In the early days of television, there were only three broadcast networks: ABC, CBS and NBC. Game shows and soap operas dominated daytime programming, and when children came home from school parents didn’t fret over what they might see. Evenings offered family fare, science fiction shows, and comedic variety shows capped off each Sunday with Walt Disney’s Wonderful World of Color (which, sadly for my children, has devolved into a landfill of pop culture trash). The crude, crass dumbing down of America with programming often geared to the lowest common denominator viewer, had not yet begun.
The news was still dominated by local newspapers, with small towns often having more than one publication. City newspapers enjoyed circulation extending well beyond their geographical boundaries, so even rural hamlets had access to regional and national news. I remember my boyhood paper routes, where I delivered the local Roswell newspaper, an Amarillo newspaper, and the Sunday issue of the Oklahoma City paper. It was so thick it could be folded only once, like an enormous taco shell, and heaved off my bike it barely cleared sidewalks to land on customers’ lawns. Newspapers were such important news sources that Walter Cronkite closed his first broadcast saying: “That’s the news. Be sure to check your local newspapers tomorrow to get all of the details on the headlines we’re delivering to you.”
However, print media’s importance changed as televisions became ubiquitous and national news began to reach mass audiences through the three national networks’ evening broadcasts. Their anchors became respected and trusted broadcast personalities, the best known of whom was Cronkite of CBS, who (after his one-time nod to newspapers) ended his evening newscasts with “and that’s the way it is,” delivered in his sonorous, reassuring voice. He may not have always agreed with what he was reporting (especially after his battlefield reporting from Vietnam), but as a viewer you would have never known. He was trusted to be forthright and honest in his rendering of the day’s events, and viewers would have been shocked had he injected personal opinion. Fact-based, bias-free journalism was the standard of the day, and it was left to the viewer to determine its relevance, not its accuracy. Unfortunately, that’s no longer the case.

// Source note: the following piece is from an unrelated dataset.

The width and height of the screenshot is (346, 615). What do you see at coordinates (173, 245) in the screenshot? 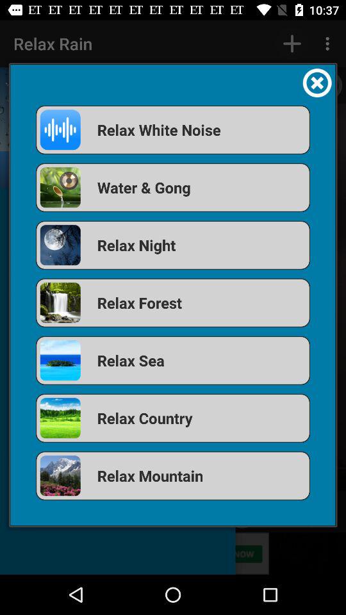
I see `choose relax night icon` at bounding box center [173, 245].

Nowadays, the news is not the sole province of newspapers and three television networks. Cable news, internet news, blog sites, social media, Twitter feeds and other digital formats have rendered the purview of traditional news outlets obsolete, and journalistic integrity has suffered as a consequence. Instead, accurate reporting and professional reputations are often cast aside in pursuit of digital-age rating metrics of click-throughs, eyeballs, likes, impressions and reach. The result? News content is now first interpreted on behalf of consumers who have been measured, monitored, parsed, profiled and pigeonholed, and only filtered facts that suit the taste and feed the biases of narrowly defined audiences are offered for their consumption.
This new paradigm of opinionated, agenda-driven media is influencing journalism (and news in general) toward a trend which seeks to appeal to and sustain a partisan base of loyal viewers and subscribers, the result of which is a polarizing drift toward ideological echo chambers and political tribalism. Lest that sound overwrought, consider the Harvard Kennedy School Shorenstein Center’s (hardly a conservative bastion) recent study on media coverage of the current administration’s first 100 days.
The study analyzed news reports in the The New York Times, Wall Street Journal, Washington Post and the main newscasts of CBS, CNN, Fox News, NBC, the UK’s Financial Times and BBC, and Germany’s ARD. Among other takeaways, was “Trump’s coverage during his first 100 days was negative even by the standards of today’s hypercritical press. Studies of earlier presidents found nothing comparable to the level of unfavorable coverage afforded Trump.” And “the sheer level of negative coverage gives weight to Trump’s contention, one shared by his core constituency, that the media are hell-bent on destroying his presidency.” Granted, President Trump creates a target-rich environment for reporters, but even so, the study’s evidence of media prejudice is stunning.
Is it any wonder then, that the media’s popularity is now encroaching upon the dismal approval ratings of Congress? A 2016 Gallup poll found that “Americans’ trust and confidence in the mass media to report the news fully, accurately and fairly,” dropped to its lowest level in Gallup polling history. And a USA Today/Suffolk University poll in June discovered that Americans dislike the media more than they do the president. Wow. That’s an astonishing public perception that undermines the press’s long-standing watchdog role and is a dangerous degradation of a critical pillar of our democracy.
It’s time for journalists to remove partisan blinders, and return to delivering truthful and accurate news.
Warren Scott lives in Castle Valley.
It’s time for journalists to remove partisan blinders, and return to delivering truthful and accurate news.